Michael Butler, chairman and CEO of Cascadia Capital, at the investment bank’s conference in Pittsburgh last year. (GeekWire File Photo / Todd Bishop)

Michael Butler is a Seattle guy. He was born there, graduated from the University of Washington, and grew his investment bank Cascadia Capital in the city over the past two decades.

But after spending the past three months in Austin and opening a new office for Cascadia, he’s never coming back.

“Austin feels a lot like Seattle in 2013 or 2014 and the complete opposite of Seattle in 2021 and 2022,” Butler wrote in a LinkedIn post over the weekend that detailed differences between the two cities based on his experience thus far.

“Lots and lots of energy and optimism in Austin,” he wrote, adding that “not once during the past three months have I missed Seattle.”

Austin “just works” and the business community is “on fire,” Butler wrote in his post.

In a follow-up email to GeekWire, Butler said Seattle needs to ask itself “why people like me are leaving.” He said the city “is poorly run,” citing crime, homelessness, potholes, and deferred maintenance. “It’s a competence issue,” he said.

Butler said the purpose of his LinkedIn post was not to trash Seattle but rather to show that “human capital is mobile and can pick up and leave.”

Butler’s story may be a warning sign for Seattle city leaders, as the pandemic-driven shift to remote work makes it easier for many information workers to do their job from anywhere.

Seattle did lose population from 2020 to 2021 for the first time in nearly two decades, mirroring a trend in other big cities during the pandemic. The population of King County, home to the tech hubs of Seattle and Bellevue, declined by more than 20,000 people between July 2020 and July 2021.

But even as some ditch Seattle, others are still coming in.

The number of people who moved to Seattle in 2021 was about the same as 2019 and helped minimize population decline, according to census data cited by the Seattle Times.

LinkedIn migration data from last month also shows that Seattle ranked No. 5 among U.S. cities gaining the most people (Austin ranked No. 1).

Younger workers also still find Seattle attractive: the city ranked No. 1 in a recent Axios survey that polled college students on their most desired post-graduation destination.

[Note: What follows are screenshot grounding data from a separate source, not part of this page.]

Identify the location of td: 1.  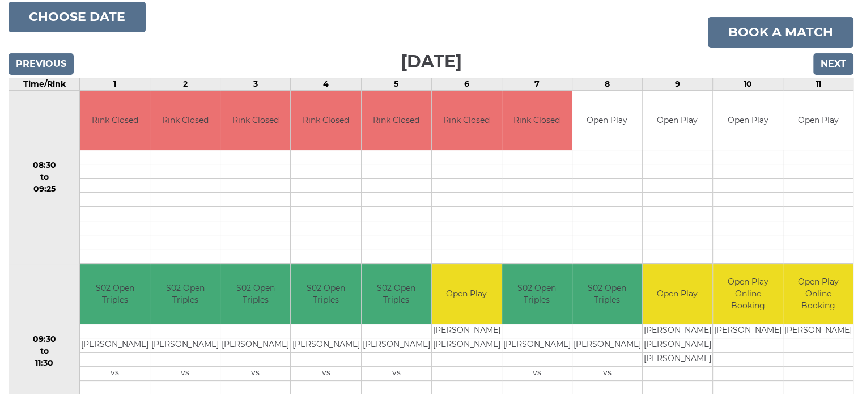
(115, 84).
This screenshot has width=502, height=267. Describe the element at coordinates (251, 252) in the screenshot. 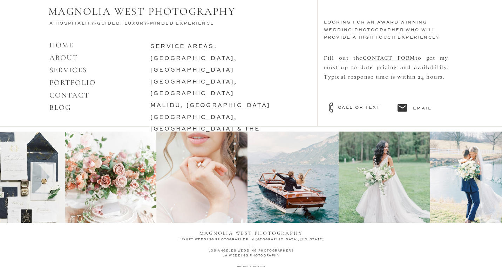

I see `h2: los angeles wedding photographers la wedding photography` at that location.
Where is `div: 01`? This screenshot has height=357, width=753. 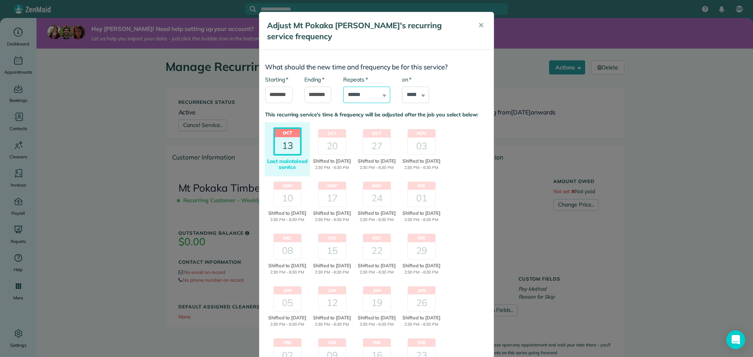
div: 01 is located at coordinates (422, 198).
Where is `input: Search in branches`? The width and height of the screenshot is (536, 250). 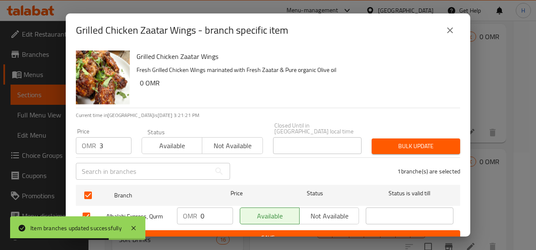
input: Search in branches is located at coordinates (143, 171).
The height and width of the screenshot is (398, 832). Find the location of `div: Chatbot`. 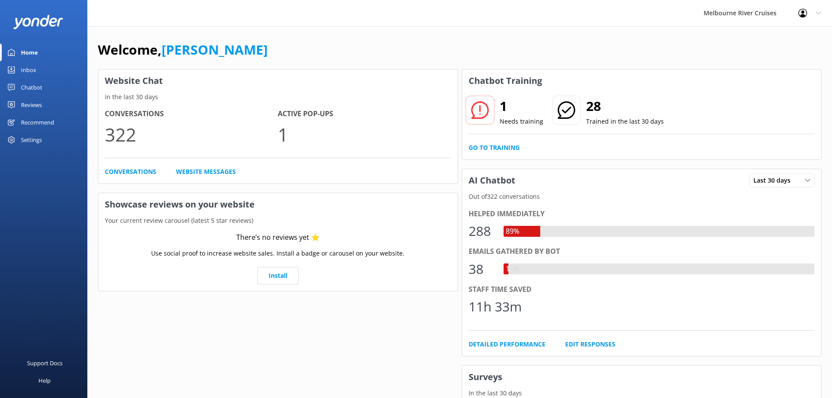

div: Chatbot is located at coordinates (31, 87).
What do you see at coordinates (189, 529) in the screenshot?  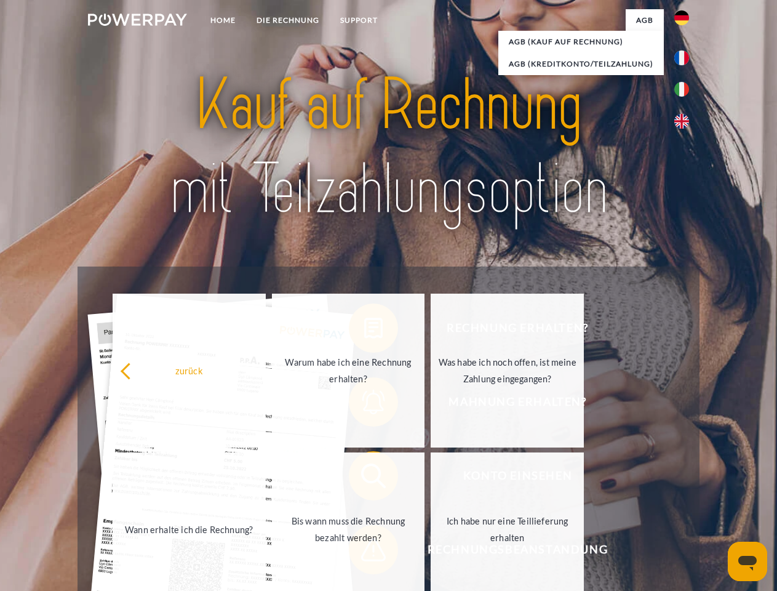 I see `div: Wann erhalte ich die Rechnung?` at bounding box center [189, 529].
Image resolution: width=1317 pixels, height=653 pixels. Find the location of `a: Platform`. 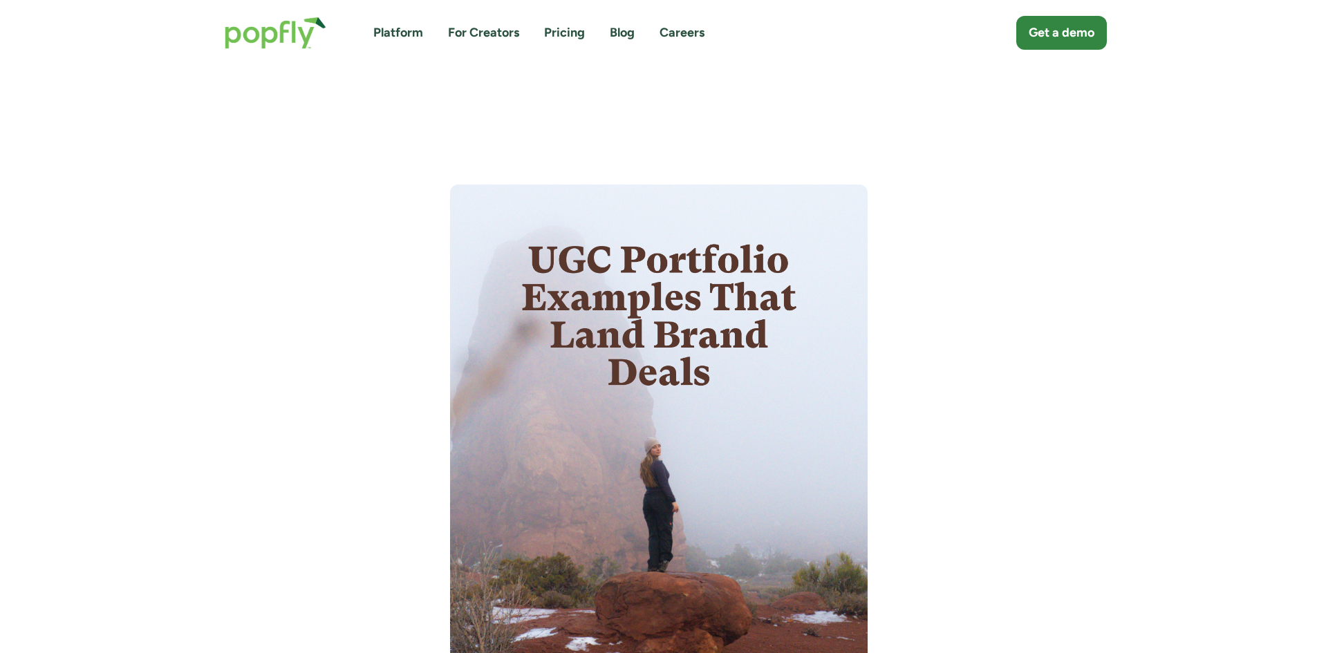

And while people like Butler are leaving, several venture capital investors have moved to Seattle during the pandemic, attracted to the region’s tech and startup ecosystem.

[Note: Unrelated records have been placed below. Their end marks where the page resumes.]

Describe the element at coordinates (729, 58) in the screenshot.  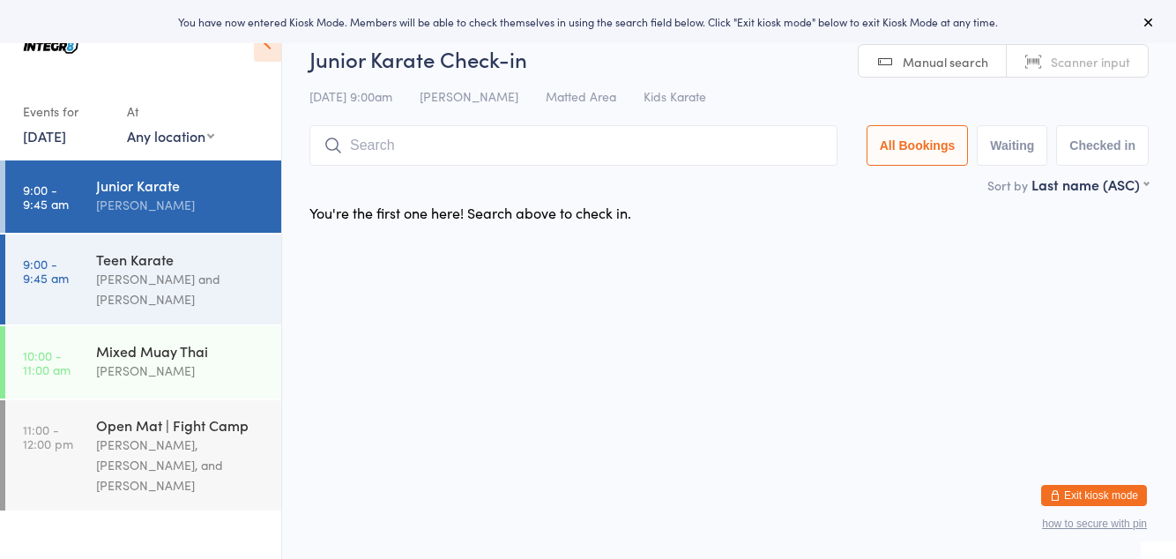
I see `h2: Junior Karate Check-in` at that location.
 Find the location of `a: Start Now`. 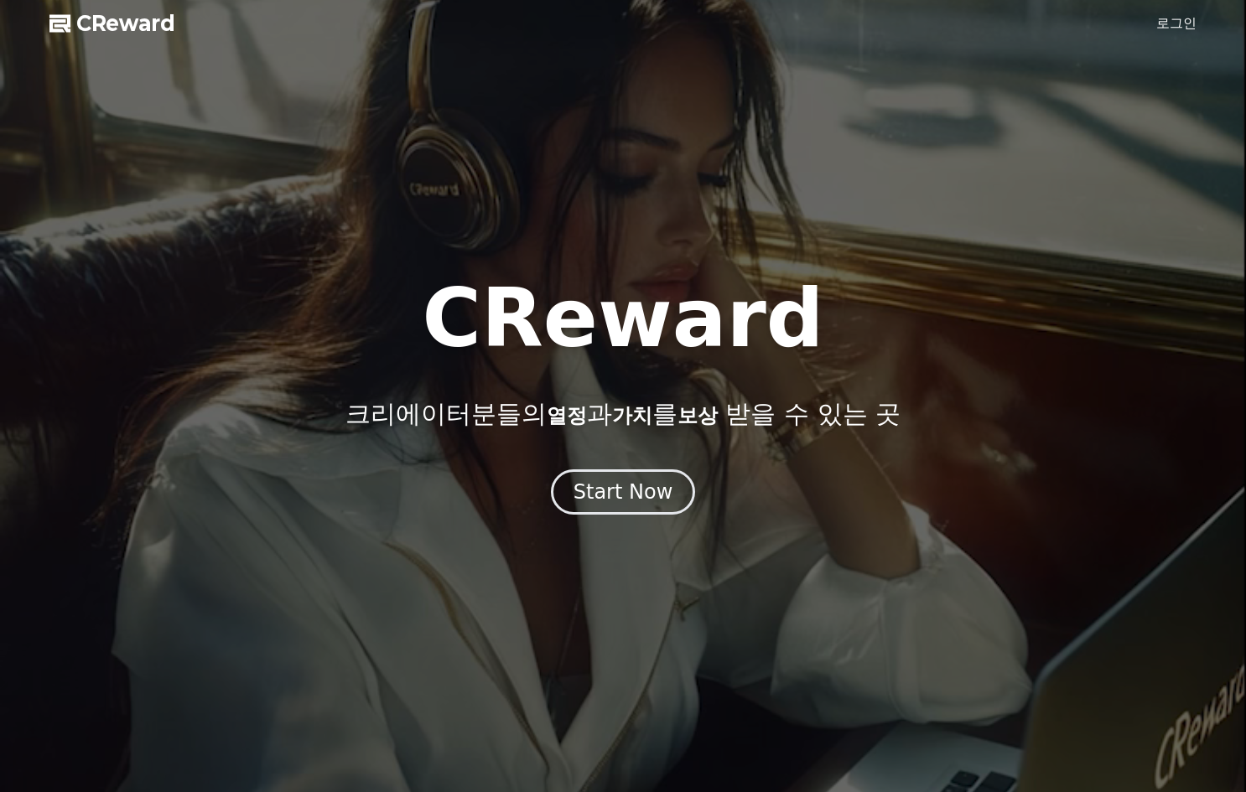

“Seattle’s promise far outweighs its problems,” Seattle Metropolitan Chamber of Commerce President and CEO Rachel Smith said in a statement to GeekWire.

Some of those problems include public safety and affordability, two issues cited in a survey commissioned by the Chamber last year showing that 67% of Seattleites had actively considered moving out of the city.

Ongoing concerns about safety and the rise of remote work are two trends keeping tech workers from returning to downtown Seattle in anything resembling pre-pandemic numbers.

But Smith said “things are getting better” and “when you’re downtown as much as I am, you can feel a real difference from eight months ago.”

“Our members make up what I believe is the greatest business community in the country, and I’ll put that against any region in the country, any day,” she added.